Monthly Archives: June 2015

As the Lighthouse Blinks its Eye

As the lighthouse

blinks its eye,

the seabirds laugh;

as soon as coastal rocks

dive backwoods to the sea,

when boats below

do collide, harmlessly,

into themselves.

And as long as

the shore-wind blows

its crystal salt kisses

to nightwalkers lips,

scattering diamonds

along coastal paths,

the pebbles,

pulled by the moons lost drink

clap their celebration.

All the while,

glimpses of

an alternative life;

noticeable by chattering

at every opening of a door.

Everything,

near-bye,

chased by a yellowed light;

bathing and outlining

loyal machines as

they click;

to temperatures

of their original setting.

Somewhere

the tired,

the travelled,

stare at waters old,

new, then old,

from cliff-faces resting.

Before deeper into night

arrives a more peaceful light

and so the lighthouse

shuts its eye.

Little Stone

You chose a beautiful stone; held its smoothness, smothering it entirely for

safe keeping, your lucky stone.

Then one day you skimmed it across an ocean. Never did it stop, that little

stone, not for one second, for it was unable to sink for fear of never being

found again.

Alone, it skimmed, alongside container ships and fishermen, over dancing

shoals, around islands, deemed lost.

It played with sea monsters, memorised the coordinates to shipwrecks and

lost aircraft.

The little stone also survived the greatest storms and skipped through

waters as flat as a mirror.

Only then did it pause for reflection. Then on it went, to find a perfect beach to

settle on.

On the beach, it rested, hopeful for another hand, your hand,

the Holiday Stone.

The Witch

DaddyDaddy!” I hear the fear in a small, distant voice.

Suddenly I am half awake.

Then I hear,Daddy!and the voice, less small and no longer distant.

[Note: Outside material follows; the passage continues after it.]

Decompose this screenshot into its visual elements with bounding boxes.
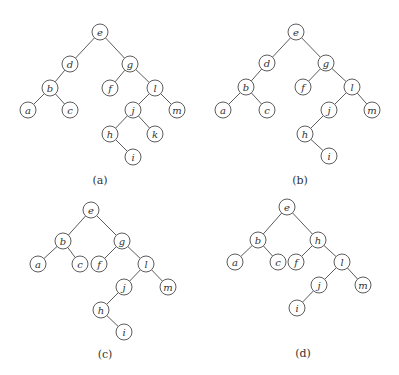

I bolt upright in my bed; groggy, confused, heavy, drugged by my sleep.

“Ok, Ok, I’m coming I’m coming, what’s the matter? I’m coming!” I reply.

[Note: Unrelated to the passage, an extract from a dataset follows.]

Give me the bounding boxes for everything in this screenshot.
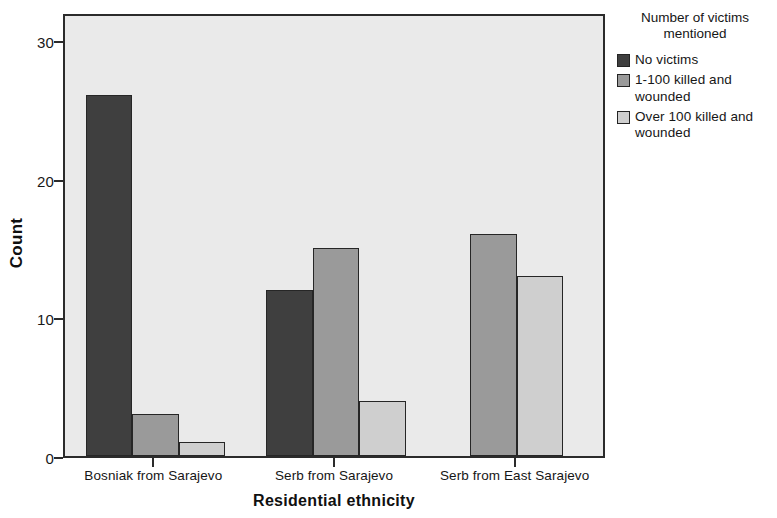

I take a glance at my wife’s uninterrupted sleep, I can’t see her, more feel her… She is there. With my eyes, not yet adjusted to the dark, I step out of bed and stumble clumsily. Using my left thigh like a blind man’s stick, I bounce, to and fro from the edges of my bed.

Until, eventually, I make it somewhere near my bedroom door, and I grab at it with more luck than judgement. I find the handle and pull the door open with more force than necessary. Gingerly I step onto the landing and find my son opening the door to his bedroom to meet me.

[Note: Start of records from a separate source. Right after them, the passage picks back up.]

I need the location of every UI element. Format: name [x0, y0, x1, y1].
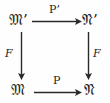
node-top-right: 𝔑’ [82, 13, 98, 28]
bottom-arrow-label: P [53, 75, 60, 86]
right-arrow [85, 32, 92, 80]
left-arrow-label: F [5, 48, 13, 59]
left-arrow [18, 32, 25, 80]
top-arrow [32, 18, 82, 25]
node-bottom-left: 𝔐 [11, 83, 25, 98]
top-arrow-label: P’ [49, 4, 60, 15]
right-arrow-label: F [93, 48, 101, 59]
commutative-diagram: 𝔐’ 𝔑’ 𝔐 𝔑 P’ P F F [0, 0, 110, 103]
bottom-arrow [34, 89, 82, 96]
node-bottom-right: 𝔑 [84, 83, 95, 98]
node-top-left: 𝔐’ [9, 13, 28, 28]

“What’s the matter darling?” I ask with whispered concern.

“There’s a witch in my room!” he whimpers. As I kneel down to his eye level he walks into the top of my shoulder and nuzzles his cheek into mine, I rub his back.

“A witch, Oh, there’s no witch,” I whisper calmly into his ear. There’s a temporary hush in background noise, then I notice the wind rush, buffet our house. I acknowledge the weather for the first time; it’s invisible force throws smaller unknown objects into the much larger and more guessable ones.

“It’s just the wind,” I say.

I kiss him on his cheek; looking over his little shoulder and into his bedroom, I notice something strange moving in my son’s bed.

Whatever it is writhes like a large worm, slithering in the darkness, I stare, panicked by its nonsense until the duvet cover falls away, exposing a face, it has my son face, no, it is my son.

In bed, my son calmly asks me, “Daddy, what are you doing?”

I’m unable to answer, for my shock injects itself into my rapidly beating heart, pumps a poison round my veins, I rot internally and then in no time at all, I pass out.